Saturday, April 18, 2020

David Zwirner Presents PLATFORM : NEW YORK Nathaniel Robinson (On View April 3 - May 1)


New York City is in the midst of an unprecedented lockdown. In light of
this, David Zwirner has launched PLATFORM : NEW YORK an initiative
to help twelve NYC galleries who lack online infrastructure. While scrolling
through Zwirner’s exclusive ‘Viewing Room’ I was struck by the three large
paintings by Nathaniel Robinson, represented by Magenta Plains.
The paintings depict landscapes in pastel that reveal subtle clues about
humanities entangled tension with nature.

Nathaniel Robinson Untitled, 2020

The first painting appears modeled after a photograph taken from a car
cruising past. The scene depicts a typical suburban garage as an active
blur. The only point of focus is glimpsed through the bank of garage door
windows, viewing straight through to the forest beyond. This painting
resonated as a meditation on the fleeting nature of time, and the fragility
of humanity. Nature is the constant, whereas man's structures will
eventually blur and pass away. Through seemingly simple subject matter
Robinson reaches for the profound.


Nathaniel Robinson Untitled, 2020

The second painting is a cool, muted, cityscape of large residential
buildings punctuated by a central dark mass of trees springing up
through a void between apartment blocks. A blue tarp is stretched
over a slump in a roof while the weather appears to be threatening
rain. Robinson landscapes are an anxious rumination on a the tension
between the temporality of our built environment and the natural world.


Nathaniel Robinson Untitled, 2019


The final painting depicts another casual view as seen from a car
window driving  down the freeway. A distant highway off-ramp sign
gleams before a towering dark mass of trees. Although the scene
is devoid of humans, humanity's presence and impact on this mass
transit corridor is unmistakable. Robinson’s carefully crafted
paintings ask us to take a deeper look at our relationship to the
natural world. With humanity united in lockdown from Covid-19,
Robinson’s work feels prescient.The final painting depicts another
casual view as-seen from a car window cruising down the freeway.
A distant highway off-ramp sign gleams before a towering dark mass
of unruly trees. Although the scene is devoid of humans, humanity's
presence and impact on this mass-transit corridor is unmistakable.
Robinson’s carefully crafted paintings ask us to take a deeper look
at our relationship with the natural world. With humanity in lockdown
from Covid-19, Robinson’s work feels all the more prescient.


▶ _ACTIVITY_:
The entries contain pictures, which should not appear in the copy; everything else must be reproduced exactly.
START DATA RECORDS
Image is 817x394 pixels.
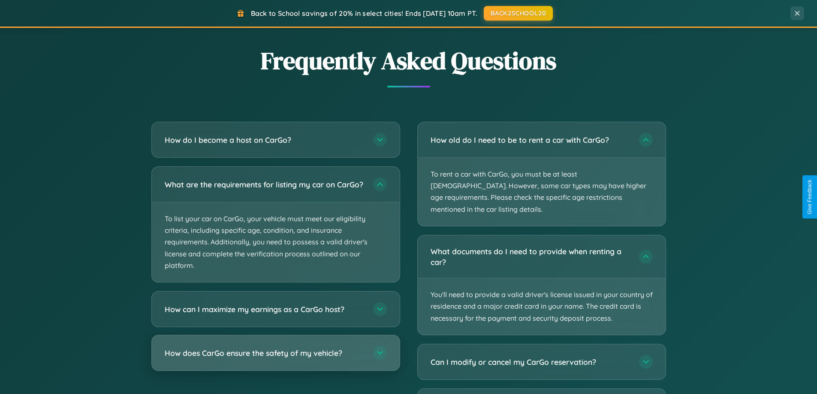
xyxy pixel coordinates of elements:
h3: How can I maximize my earnings as a CarGo host? [165,304,364,315]
button: BACK2SCHOOL20 [484,6,553,21]
h3: How old do I need to be to rent a car with CarGo? [430,135,630,145]
p: To rent a car with CarGo, you must be at least [DEMOGRAPHIC_DATA]. However, some car types may ha... [418,158,665,226]
span: Back to School savings of 20% in select cities! Ends [DATE] 10am PT. [251,9,477,18]
h3: What are the requirements for listing my car on CarGo? [165,179,364,190]
h3: How does CarGo ensure the safety of my vehicle? [165,348,364,358]
h3: Can I modify or cancel my CarGo reservation? [430,356,630,367]
h2: Frequently Asked Questions [151,44,666,77]
h3: How do I become a host on CarGo? [165,135,364,145]
h3: What documents do I need to provide when renting a car? [430,246,630,267]
p: To list your car on CarGo, your vehicle must meet our eligibility criteria, including specific ag... [152,202,400,282]
div: Give Feedback [806,180,812,214]
p: You'll need to provide a valid driver's license issued in your country of residence and a major c... [418,278,665,335]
END DATA RECORDS
▶ _RESULT FOR THIS EXERCISE_:
Image is 817x394 pixels.
xyxy pixel coordinates of elements:
h3: How can I maximize my earnings as a CarGo host? [165,304,364,315]
button: BACK2SCHOOL20 [484,6,553,21]
h3: How old do I need to be to rent a car with CarGo? [430,135,630,145]
p: To rent a car with CarGo, you must be at least [DEMOGRAPHIC_DATA]. However, some car types may ha... [418,158,665,226]
span: Back to School savings of 20% in select cities! Ends [DATE] 10am PT. [251,9,477,18]
h3: What are the requirements for listing my car on CarGo? [165,179,364,190]
h3: How does CarGo ensure the safety of my vehicle? [165,348,364,358]
h3: Can I modify or cancel my CarGo reservation? [430,356,630,367]
h2: Frequently Asked Questions [151,44,666,77]
h3: How do I become a host on CarGo? [165,135,364,145]
h3: What documents do I need to provide when renting a car? [430,246,630,267]
p: To list your car on CarGo, your vehicle must meet our eligibility criteria, including specific ag... [152,202,400,282]
div: Give Feedback [806,180,812,214]
p: You'll need to provide a valid driver's license issued in your country of residence and a major c... [418,278,665,335]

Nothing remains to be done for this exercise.